On 01 Feb 2014, at 23:48, Stathis Papaioannou wrote:
On 2 February 2014 08:41, Bruno Marchal <marc...@ulb.ac.be> wrote:
There can be no zombies if consciousness is epiphenomenal.
Just to be sure, I agree with that.
I asked "why?" because I was thinking at the meta-level.
The problem, is that if we can conceive that consciousness is
epiphenomenal,
we can conceive that consciousness does not exist.
That is why I am afraid that epiphenomenalism makes a step toward the
elimination of the person.
With comp we can eliminate or own person or ego, but that's the
kind of
thing which needs our own personal consent.
Another way to look at it is that if consciousness is epiphenomenal
then it necessarily exists.
OK, but as you saw yourself, many will argue that if it is
epiphenomenal, it has no role in what is real, and it can be
eliminated. It is "semantics and misleading", but the notion of
epihenomenalism invites such misleading semantics.
But why not accept that consciousness is phenomenal.
Here comp is closer to the common sense. If I don't put my hands in
fire, it is because the feeling will be unpleasant. I can refer to my
conscious experience of it.
I am aware that the price of this common sense is high (for
aristotelian); as my hands and the fire will be phenomenal realities
too. But I find this cheaper than believing that my consciousness of
the unpleasant aspect of having an hand burned has no causal
connection with my "never-put-my-hand -in -the-fire" behavior.
Equivalently, if consciousness is epiphenomenal we could say it does
not really exist and we are all zombies; but I think that's just
semantics, and misleading.
As I said, that's eliminativism.
Now tell me, is it a crime to torture a p-zombie?
I know a three years kids who broke a doll purposefully. Should we
send the
kid in jail? In an asylum?
Consciousness is not epiphenomenal, even if the brain might have
arbitrary
choices in some of the way to sum up big chunks of informations
available
for the person in act.
Consciousness might better be seen as phenomenal, 1p. It depends on
truth,
self, and relative consistency.
If the dolls lack consciousness then it is not a crime to torture
them.
OK.
Whether the consciousness is epiphenomenal or not is irrelevant.
Right.
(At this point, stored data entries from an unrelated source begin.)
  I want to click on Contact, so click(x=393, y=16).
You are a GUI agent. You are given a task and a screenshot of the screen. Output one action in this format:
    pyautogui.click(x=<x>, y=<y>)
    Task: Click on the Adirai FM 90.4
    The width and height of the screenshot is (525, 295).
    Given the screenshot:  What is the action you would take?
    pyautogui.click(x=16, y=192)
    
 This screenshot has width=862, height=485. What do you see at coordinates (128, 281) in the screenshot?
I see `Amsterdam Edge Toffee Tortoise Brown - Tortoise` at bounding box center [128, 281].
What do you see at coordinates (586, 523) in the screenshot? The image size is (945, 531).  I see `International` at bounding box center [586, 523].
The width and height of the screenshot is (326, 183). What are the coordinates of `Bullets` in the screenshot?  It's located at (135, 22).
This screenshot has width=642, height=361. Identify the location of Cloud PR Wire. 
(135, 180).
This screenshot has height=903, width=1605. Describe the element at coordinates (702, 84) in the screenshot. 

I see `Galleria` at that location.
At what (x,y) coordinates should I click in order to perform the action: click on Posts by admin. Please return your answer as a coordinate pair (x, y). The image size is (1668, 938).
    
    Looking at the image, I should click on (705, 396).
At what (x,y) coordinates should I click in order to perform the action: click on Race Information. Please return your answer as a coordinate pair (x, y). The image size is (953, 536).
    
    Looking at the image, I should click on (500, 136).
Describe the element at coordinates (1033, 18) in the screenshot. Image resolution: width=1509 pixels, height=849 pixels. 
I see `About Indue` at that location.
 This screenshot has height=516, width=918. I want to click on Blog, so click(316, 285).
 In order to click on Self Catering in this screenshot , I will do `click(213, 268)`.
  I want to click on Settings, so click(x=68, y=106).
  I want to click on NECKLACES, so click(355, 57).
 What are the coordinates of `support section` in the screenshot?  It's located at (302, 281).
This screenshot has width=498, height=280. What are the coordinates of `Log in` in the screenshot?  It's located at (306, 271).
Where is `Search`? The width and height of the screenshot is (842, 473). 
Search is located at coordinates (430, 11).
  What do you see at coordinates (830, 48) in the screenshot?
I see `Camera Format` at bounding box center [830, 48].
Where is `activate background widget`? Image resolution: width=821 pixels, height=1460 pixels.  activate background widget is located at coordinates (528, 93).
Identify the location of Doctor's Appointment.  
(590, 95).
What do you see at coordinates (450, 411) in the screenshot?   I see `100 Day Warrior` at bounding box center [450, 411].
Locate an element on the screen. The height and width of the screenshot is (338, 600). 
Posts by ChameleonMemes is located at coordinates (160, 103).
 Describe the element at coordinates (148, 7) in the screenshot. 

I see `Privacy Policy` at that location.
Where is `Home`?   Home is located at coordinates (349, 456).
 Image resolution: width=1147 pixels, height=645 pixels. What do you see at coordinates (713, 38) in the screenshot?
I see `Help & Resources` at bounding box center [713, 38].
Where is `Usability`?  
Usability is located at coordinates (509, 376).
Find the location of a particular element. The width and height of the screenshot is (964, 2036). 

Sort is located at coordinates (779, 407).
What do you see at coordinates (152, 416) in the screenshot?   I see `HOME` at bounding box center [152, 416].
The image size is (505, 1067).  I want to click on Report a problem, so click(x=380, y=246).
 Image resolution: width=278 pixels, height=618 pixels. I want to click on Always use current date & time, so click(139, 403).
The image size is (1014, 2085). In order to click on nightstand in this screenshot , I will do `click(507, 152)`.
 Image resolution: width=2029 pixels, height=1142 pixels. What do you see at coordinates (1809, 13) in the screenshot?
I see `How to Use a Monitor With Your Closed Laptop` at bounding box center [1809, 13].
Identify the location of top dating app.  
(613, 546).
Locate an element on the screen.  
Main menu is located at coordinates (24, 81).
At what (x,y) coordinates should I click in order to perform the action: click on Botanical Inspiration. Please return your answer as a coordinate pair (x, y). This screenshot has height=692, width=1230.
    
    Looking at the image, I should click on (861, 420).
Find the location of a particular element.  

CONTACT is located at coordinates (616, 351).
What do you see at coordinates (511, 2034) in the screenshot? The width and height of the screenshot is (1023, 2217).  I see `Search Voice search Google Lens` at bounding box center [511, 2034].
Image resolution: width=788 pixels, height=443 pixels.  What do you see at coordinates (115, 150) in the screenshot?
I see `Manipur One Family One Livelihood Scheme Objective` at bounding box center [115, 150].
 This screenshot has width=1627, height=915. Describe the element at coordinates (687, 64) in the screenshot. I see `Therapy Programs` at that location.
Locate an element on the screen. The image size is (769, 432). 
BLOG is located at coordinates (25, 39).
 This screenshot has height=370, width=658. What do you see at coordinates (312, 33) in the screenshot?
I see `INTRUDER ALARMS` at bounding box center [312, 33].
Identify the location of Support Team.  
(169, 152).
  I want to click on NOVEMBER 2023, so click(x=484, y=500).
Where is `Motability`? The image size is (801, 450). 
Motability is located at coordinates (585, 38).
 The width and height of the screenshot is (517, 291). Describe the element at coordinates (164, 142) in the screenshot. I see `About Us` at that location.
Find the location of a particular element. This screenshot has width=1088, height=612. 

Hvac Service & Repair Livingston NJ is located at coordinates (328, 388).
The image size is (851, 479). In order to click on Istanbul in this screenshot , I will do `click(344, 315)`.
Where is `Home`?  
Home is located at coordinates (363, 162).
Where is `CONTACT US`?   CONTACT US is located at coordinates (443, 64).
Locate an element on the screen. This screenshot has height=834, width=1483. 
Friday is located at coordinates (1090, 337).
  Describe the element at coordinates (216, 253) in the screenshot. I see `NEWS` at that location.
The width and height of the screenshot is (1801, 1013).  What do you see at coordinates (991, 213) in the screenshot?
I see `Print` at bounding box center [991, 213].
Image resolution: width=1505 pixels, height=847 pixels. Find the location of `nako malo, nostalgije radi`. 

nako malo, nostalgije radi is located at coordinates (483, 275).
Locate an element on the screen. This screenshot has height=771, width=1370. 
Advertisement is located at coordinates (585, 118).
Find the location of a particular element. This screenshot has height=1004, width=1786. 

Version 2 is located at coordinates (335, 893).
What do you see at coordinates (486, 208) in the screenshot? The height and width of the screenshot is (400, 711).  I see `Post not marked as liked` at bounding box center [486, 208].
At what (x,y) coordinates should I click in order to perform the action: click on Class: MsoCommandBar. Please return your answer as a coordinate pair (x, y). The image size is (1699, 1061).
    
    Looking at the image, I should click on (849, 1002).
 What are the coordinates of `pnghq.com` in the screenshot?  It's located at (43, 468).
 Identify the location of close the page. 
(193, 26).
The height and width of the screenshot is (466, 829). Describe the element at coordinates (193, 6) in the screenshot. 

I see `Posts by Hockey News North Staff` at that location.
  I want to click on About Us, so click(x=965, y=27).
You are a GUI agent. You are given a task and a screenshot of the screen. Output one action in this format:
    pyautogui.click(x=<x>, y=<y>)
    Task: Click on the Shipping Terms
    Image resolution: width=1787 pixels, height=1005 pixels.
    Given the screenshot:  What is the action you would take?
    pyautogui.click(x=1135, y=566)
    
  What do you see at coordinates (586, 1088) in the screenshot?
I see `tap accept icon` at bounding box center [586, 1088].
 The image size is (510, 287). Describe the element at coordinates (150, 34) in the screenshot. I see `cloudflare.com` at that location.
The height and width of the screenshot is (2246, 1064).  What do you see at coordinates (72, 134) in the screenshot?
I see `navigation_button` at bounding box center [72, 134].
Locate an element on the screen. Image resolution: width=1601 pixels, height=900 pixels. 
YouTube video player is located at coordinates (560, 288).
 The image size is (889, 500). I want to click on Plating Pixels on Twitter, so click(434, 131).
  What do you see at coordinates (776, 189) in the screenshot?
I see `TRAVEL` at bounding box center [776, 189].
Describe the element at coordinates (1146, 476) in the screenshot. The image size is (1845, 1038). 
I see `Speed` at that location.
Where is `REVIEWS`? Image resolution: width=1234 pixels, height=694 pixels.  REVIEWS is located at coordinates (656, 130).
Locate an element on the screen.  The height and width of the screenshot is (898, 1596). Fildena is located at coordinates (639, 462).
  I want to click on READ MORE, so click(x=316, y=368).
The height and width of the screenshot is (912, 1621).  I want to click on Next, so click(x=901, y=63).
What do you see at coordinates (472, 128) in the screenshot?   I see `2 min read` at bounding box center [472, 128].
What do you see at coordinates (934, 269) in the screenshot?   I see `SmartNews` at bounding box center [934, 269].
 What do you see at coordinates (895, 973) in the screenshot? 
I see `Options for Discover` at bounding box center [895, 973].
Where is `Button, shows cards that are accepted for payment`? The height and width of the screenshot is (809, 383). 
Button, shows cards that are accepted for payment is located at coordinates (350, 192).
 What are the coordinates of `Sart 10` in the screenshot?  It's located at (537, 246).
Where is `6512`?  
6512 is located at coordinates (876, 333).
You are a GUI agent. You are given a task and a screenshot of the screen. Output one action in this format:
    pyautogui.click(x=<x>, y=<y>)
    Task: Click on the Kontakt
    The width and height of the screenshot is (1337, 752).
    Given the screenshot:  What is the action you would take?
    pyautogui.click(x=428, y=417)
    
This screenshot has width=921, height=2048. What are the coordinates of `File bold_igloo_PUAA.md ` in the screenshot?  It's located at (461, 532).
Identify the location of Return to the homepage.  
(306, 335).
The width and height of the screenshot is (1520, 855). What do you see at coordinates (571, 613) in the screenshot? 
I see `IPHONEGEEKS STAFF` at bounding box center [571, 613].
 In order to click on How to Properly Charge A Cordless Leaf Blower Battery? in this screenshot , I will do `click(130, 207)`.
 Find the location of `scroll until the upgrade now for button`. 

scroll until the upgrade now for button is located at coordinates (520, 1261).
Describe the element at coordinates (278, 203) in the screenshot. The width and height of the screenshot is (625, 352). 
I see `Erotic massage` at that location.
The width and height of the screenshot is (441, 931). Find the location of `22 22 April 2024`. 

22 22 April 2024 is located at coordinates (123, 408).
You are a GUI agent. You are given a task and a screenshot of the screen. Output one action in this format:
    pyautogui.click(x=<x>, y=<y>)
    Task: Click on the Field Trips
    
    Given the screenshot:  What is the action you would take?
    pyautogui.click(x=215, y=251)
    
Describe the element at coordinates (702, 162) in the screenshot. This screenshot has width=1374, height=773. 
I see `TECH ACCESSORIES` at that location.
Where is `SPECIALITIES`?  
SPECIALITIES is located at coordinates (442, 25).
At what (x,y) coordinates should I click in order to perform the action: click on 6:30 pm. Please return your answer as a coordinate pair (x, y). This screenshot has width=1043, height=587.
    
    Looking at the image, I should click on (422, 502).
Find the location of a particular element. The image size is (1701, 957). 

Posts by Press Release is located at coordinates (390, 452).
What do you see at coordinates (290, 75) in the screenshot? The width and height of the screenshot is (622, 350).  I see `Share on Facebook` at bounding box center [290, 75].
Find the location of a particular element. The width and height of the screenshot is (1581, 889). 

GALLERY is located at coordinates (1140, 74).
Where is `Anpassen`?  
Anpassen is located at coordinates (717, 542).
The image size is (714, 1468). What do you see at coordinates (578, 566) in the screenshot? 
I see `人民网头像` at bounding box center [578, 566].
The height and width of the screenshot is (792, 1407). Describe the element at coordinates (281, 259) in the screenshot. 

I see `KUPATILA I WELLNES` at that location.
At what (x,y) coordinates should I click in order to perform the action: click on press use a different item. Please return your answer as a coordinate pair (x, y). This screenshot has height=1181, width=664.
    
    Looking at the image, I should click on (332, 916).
The problem is that epiphenomenalism is a step toward
justifying the consciousness and conscience eliminations.
It makes also consciousness unnatural, not explainable by evolution.
It makes consciousness basically non-sensical, when consciousness is
better understood as the opposite: the maker of sense, the attributor
of meaning, the owner of some faith in some reality.